I crouch down, just so my knees can have a break, rest my arms on them and look up at her. “I really gotta be home soon, we gonna get this over with?”
Marsha leans to put her heels back on and then rolls her body up like we’re in a yoga class. She doesn’t speak, probably still too out of breath, but continues down the hall. These halls look exactly like the OPD ones, except they’ve got carpeted floors. I have the urge to remove my own shoes and slip my feet into the carpet, feel something soft on my skin.
Marsha unlocks her door and invites me to sit down on an orange chair, the only bright color in the whole room. Marsha’s office looks like I imagine a therapist’s office might: framed posters with quotes on the walls, all a mild blue-white tone, like she copied and pasted it straight from Pinterest. She has paintings of flowers on the walls and her desk is glossy. Behind her desk, she has sliding-glass doors that open up onto a patio overlooking the bay.
Marsha looks around like it’s her first time in here too, sighs, says, “Wanted it to be peaceful, you know? Everything in the world’s too heavy.”
Marsha done looked up “how to be your best self” and found some Cosmo article about actualization. Bet it’s working for her, too.
The orange chair actually feels like a cloud, like I’m sitting inside dandelion fluff.
Marsha hasn’t sat down yet. “Would you like some tea? Coffee?”
“How ’bout a burger?”
She laughs harder than she should. “It’s barely ten in the morning.”
“For real, I’m hungry as shit.” And I really am, haven’t eaten since Trevor and I had the pancake, and he ate most of it anyway.
“Oh.” Marsha scrambles, glances around like she can pull a burger out her desk. “I could order you some food.”
“You gonna pay for that?”
“Of course.” She smiles, happy to see me agree to something. “I don’t know what’s open right now, maybe this Italian place down the street.”
“Italian?”
Marsha says she doesn’t know many other delivery places, so I tell her to just order a pizza and she asks what I want on my pizza and I tell her whatever got the most meat. She laughs like she’s uncomfortable and trying to figure me out. I say she should get a large so we can share and she says she’s cutting back on carbs and I call bullshit on that because Lord knows Marsha could use some good food.
Twenty minutes later and Hank knocks on the door holding the pizza.

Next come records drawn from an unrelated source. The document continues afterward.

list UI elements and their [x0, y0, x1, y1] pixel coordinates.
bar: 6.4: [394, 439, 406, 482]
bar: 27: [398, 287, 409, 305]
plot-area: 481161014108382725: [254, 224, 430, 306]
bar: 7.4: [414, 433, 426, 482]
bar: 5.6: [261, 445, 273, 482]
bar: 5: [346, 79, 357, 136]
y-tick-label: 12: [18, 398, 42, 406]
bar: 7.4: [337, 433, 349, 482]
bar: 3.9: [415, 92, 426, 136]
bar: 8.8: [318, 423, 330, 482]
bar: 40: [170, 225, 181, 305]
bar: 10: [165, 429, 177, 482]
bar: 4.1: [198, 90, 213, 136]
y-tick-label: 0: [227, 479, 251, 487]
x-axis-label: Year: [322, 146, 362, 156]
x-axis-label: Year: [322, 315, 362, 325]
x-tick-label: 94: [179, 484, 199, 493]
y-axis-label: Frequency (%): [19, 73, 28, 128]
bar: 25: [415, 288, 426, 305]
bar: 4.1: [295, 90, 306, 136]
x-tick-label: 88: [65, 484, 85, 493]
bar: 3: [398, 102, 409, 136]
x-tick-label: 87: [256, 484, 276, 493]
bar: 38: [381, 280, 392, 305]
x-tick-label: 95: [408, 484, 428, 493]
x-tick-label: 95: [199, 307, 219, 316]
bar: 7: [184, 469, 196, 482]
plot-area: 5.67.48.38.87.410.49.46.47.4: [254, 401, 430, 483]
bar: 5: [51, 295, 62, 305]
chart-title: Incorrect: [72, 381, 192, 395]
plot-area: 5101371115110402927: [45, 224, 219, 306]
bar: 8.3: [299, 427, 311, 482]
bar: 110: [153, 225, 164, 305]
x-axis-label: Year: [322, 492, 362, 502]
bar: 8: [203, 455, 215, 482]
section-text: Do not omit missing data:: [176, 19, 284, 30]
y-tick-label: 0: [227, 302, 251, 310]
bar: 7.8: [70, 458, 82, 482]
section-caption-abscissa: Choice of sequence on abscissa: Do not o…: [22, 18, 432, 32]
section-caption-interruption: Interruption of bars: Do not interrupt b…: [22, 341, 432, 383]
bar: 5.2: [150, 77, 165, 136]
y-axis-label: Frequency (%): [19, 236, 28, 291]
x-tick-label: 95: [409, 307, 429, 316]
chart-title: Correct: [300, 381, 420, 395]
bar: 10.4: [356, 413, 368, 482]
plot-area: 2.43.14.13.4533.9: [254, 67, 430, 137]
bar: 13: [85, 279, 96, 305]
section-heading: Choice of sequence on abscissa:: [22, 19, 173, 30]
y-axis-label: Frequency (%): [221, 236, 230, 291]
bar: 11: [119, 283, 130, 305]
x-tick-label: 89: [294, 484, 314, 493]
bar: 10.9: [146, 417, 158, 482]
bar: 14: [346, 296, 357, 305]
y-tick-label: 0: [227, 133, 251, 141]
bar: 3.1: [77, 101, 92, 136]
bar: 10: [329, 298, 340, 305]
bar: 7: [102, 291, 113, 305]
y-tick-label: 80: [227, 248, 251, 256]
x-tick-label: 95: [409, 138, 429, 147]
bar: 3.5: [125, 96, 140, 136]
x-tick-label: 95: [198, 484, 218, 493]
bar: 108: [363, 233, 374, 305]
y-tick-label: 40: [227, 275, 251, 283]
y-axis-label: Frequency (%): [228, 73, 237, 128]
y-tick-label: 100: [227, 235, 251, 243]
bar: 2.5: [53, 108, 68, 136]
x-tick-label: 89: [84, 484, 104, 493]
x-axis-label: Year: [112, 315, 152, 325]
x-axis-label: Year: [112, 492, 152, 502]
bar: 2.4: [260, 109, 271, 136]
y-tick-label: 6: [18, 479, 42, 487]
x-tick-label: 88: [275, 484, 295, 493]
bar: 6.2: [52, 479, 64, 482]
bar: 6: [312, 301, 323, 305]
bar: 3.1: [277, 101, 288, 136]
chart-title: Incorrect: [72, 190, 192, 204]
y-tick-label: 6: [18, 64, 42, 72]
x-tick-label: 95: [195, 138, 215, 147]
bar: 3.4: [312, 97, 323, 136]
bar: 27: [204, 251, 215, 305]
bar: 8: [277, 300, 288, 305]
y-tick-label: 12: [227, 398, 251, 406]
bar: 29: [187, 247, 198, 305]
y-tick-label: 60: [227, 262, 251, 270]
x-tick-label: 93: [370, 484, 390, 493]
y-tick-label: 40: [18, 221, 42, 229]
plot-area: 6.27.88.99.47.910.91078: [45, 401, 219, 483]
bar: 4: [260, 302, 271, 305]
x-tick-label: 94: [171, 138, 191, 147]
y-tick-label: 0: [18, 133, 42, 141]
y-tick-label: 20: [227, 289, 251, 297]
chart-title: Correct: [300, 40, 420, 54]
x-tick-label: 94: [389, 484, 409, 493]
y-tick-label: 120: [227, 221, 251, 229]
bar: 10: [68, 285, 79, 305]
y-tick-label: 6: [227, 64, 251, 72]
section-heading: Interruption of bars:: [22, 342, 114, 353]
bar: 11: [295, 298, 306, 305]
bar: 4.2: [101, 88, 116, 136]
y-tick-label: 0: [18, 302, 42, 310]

Marsha finally sits down in the chair beside me. I put a couple pieces on my paper plate and a couple on hers. Marsha tries to refuse it, but I tell her I ain’t talking if she ain’t eating and she rests the plate on her lap and begins picking off all the cheese, careful not to eat the crust.
I watch her, how meticulously she removes it.
While we waited for the pizza, Marsha had me sign the contract she told me about. It was pages and pages of fine print, but Marsha made me read it all, said you should never sign anything you don’t read first. Then, she brought out the pictures. Don’t know how she got them so quick, but she has each of the cops’ faces printed out clear as day, uniforms and badges with their numbers. All she’s missing is their voices, would have had me knowing each of them in half a second. Still, I remember them all, remember their skin, the way their fingers curled, every dimple, every bald spot.
It makes sense. That’s all I could think when I saw him: makes sense. 612’s splotches were redder in this picture, like a blush was mixed in with his usual discoloring, and he was smiling with his teeth. It looked forced. Everything with him was forced. Jeremy Carlisle stared at me through the photo the way he didn’t stare at me that morning I woke up in his bed.
612 is the one who wrote my name in his suicide note. He is the one who has set my world spinning.